The stream goes white and the caption PULSA D’NURA appears, illuminating the night sky like a thunderbolt from the heavens.
Fuck.
AFTERWORD
WHEN ONE IS dealing with hard science fiction, I’m told it’s particularly important to get the facts right. For example, one of the best and most well-known hard science fiction writers, Larry Niven, got a very important fact wrong in his first story, “The Coldest Place.” In it, the coldest place concerned was the dark side of Mercury, which at the time the story was written was thought to be tidally locked with the Sun. However, Mercury was found to rotate in a 3:2 resonance with the Sun before the story saw the light of day, meaning it was published with known scientific errata. Oh well. Didn’t seem to hurt his career much.
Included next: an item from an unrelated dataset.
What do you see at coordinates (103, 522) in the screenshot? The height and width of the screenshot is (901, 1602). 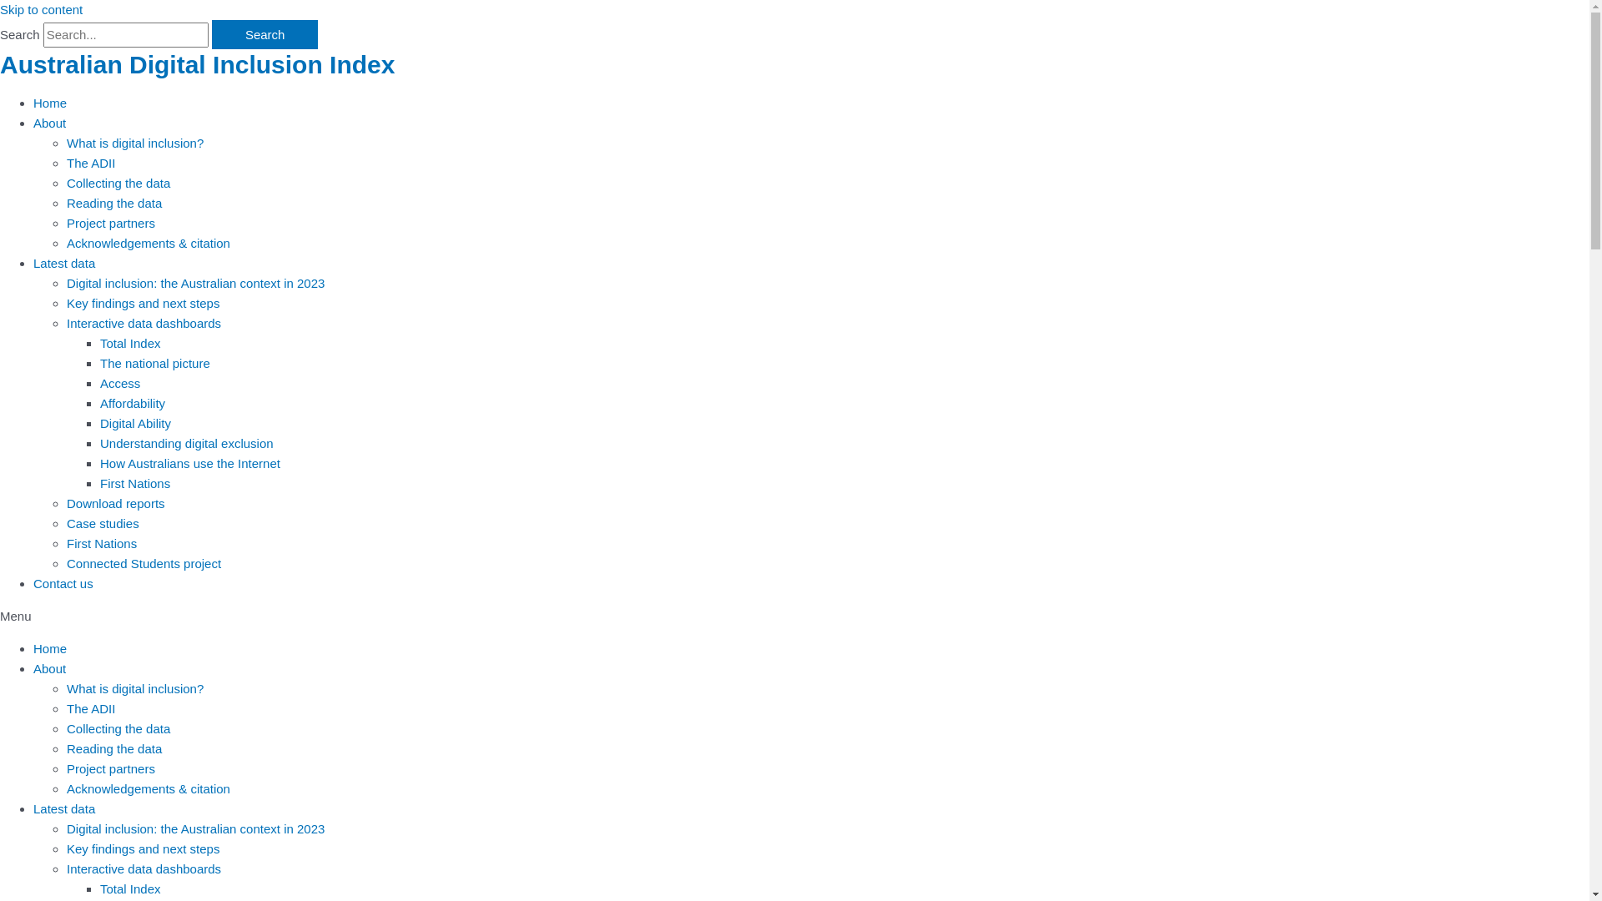 I see `Case studies` at bounding box center [103, 522].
As The Punch Escrow is set in the mid-twenty-second century, I expect history will show I’ve gotten a lot of things wrong. I did my very best to avoid such missteps, but since I am only a fan of quantum physics and not a quantum physicist myself, I leaned on my friend Joe Santoro, a real-life medical physicist, to vet—and sometimes invent—the science necessary to make this world scientifically plausible. Joe is one of the nicest, smartest guys I know. He’s probably blushing, reading this. Still, without him, there never would have been a Punch Escrow.
In April of 2016, after I was sure this book would be published, I conducted a short interview with Joe.
Tal: Let’s get the obligatories out of the way. Please state your name and what you do for a living.
Joe: My name is Joe Santoro, and I am a medical physicist. I work in a radiation oncology clinic at a hospital on Long Island. We’re the guys who make sure the medical linear accelerator is delivering the correct radiation dose to patients undergoing radiation therapy. We also come up with the treatment plans for patients that dictate where the radiation will get delivered. We’re responsible for routine quality assurance of most of the various components that comprise the radiation delivery chain, i.e. the CT scanners, LINAC, on-treatment imaging, et cetera.
Tal: What made you want to get into physics?
Joe: Now you’re making me use my way-back machine. I guess I would have to narrow it down to three things at a really early age: astronomy (just looking up at the sky), magnets (which are cool at any age), and a fascination with things just crashing into one another. I subsequently became obsessed with meteorology to the point where I was making weather reports daily and posting them on the classroom door. Incidentally I didn’t end up “specializing” in either meteorology or astronomy, but these early interests were springboards into studying (particle) physics and mathematics later in life. To this day I still love a great meteor shower, looking up at the moon, or spending hours a day on Wunderground.com
Tal: In science fiction books, scientists are often presented as characters with no sense of humor. I think that’s why Andy Weir’s The Martian was so beloved by the scientific community, because it presented hard science side by side with toilet humor. It was something I wanted to capture in Sylvia. She’s a quantum physicist, but one who’s also happy to drop a fart joke at any given moment. As a professional physicist, how much of a role does humor play into your daily work life? Can you cite any examples?
Joe: It’s funny you ask that. When I think back on the influences that shaped my personality as a scientist (and just a regular person), I think of Peter Venkman (Bill Murray’s character in Ghostbusters) and Chris Knight (Val Kilmer’s character in Real Genius). Perhaps it was just a function of watching and rewatching these movies at a really mentally malleable age, but both characters made the prospect of being a scientist seem like something really cool to aspire to.
???I think having a good sense of humor allows you to deal with the absurdity, randomness, beauty, and cruelty of the universe in a way that complements science’s attempt to establish some sort of framework for all that. I think taking oneself too seriously is a hazard in both scientific pursuit and life’s pursuits. After all, what’s the point if you can’t have a good laugh every now and then?